King County To Lose A Key Prosecutor - Rebecca Roe
Rebecca Roe, the chief of the nationally recognized special-assault unit of the King County prosecutor's office for 12 years, has resigned to enter private practice.
Roe's departure from the office after 17 years is a significant blow that stunned several deputies when Prosecutor Norm Maleng confirmed rumors yesterday.
Roe told Maleng Friday she is going to the Seattle law firm of Schroeter, Goldmark & Bender to pursue civil litigation in several areas, including a number of breast-implant lawsuits.
Roe, 42, said yesterday her last day with the prosecutor's office will be Nov. 18, but she will return as a special prosecutor for two murder cases.
"I really have mixed emotions," Roe said. "I will be very sorry to leave, but I don't have a question that this is the right move for me."
Roe, known as a no-nonsense litigator, manages more than a dozen deputies who prosecute sexual-assault cases, and is the only public lawyer ever to be named top trial attorney of the year by the Seattle-King County Bar Association.
Roe and the special-assault unit often have been criticized by defense attorneys as overzealous.
Defense attorney David Allen has been one of those critics but said yesterday Roe's absence will leave a large void in the office.
"Becky is an excellent trial attorney who led that unit by basically trying the harder cases and winning them," Allen said.
In a memo sent to deputies yesterday, Maleng said, "Becky has earned the right to bring her record of achievement and success to a new career in the private sector."
Roe won murder convictions in 1994 against Michael and Laurinda Jackson, a SeaTac couple who killed their 3-year-old foster child. She also won numerous child-rape and molestation convictions in 1992 against John Babcock, a one-time Girl Scout group leader.
Roe was involved in the George Russell serial-murder case on the Eastside in 1991 and successfully prosecuted Brett Allen Kendrick for the 1984 murders of a Windermere woman and her daughter.
Roe worked her way up from an intern in the office's juvenile-court unit and was one of three prosecutors assigned to the special-assault unit when it was created in 1981.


◆ **Problem details**: What is needed is an exact transcription of every entry below, with the pictures left out.

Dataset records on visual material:
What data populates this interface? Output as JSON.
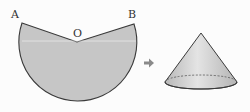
{
  "diagram": {
    "labels": {
      "point_a": "A",
      "point_b": "B",
      "center_o": "O"
    },
    "sector": {
      "center": [
        77,
        42
      ],
      "radius": 59,
      "point_a": [
        22,
        23
      ],
      "point_b": [
        134,
        24
      ],
      "fill": "#c8c8c8",
      "stroke": "#444444"
    },
    "arrow": {
      "icon": "right-arrow-icon",
      "color": "#888888"
    },
    "cone": {
      "apex": [
        201,
        33
      ],
      "base_center": [
        201,
        82
      ],
      "base_rx": 36,
      "base_ry": 7,
      "fill": "#cdcdcd",
      "stroke": "#444444"
    }
  }
}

◆ **Task answer**:
What data populates this interface? Output as JSON.
{
  "diagram": {
    "labels": {
      "point_a": "A",
      "point_b": "B",
      "center_o": "O"
    },
    "sector": {
      "center": [
        77,
        42
      ],
      "radius": 59,
      "point_a": [
        22,
        23
      ],
      "point_b": [
        134,
        24
      ],
      "fill": "#c8c8c8",
      "stroke": "#444444"
    },
    "arrow": {
      "icon": "right-arrow-icon",
      "color": "#888888"
    },
    "cone": {
      "apex": [
        201,
        33
      ],
      "base_center": [
        201,
        82
      ],
      "base_rx": 36,
      "base_ry": 7,
      "fill": "#cdcdcd",
      "stroke": "#444444"
    }
  }
}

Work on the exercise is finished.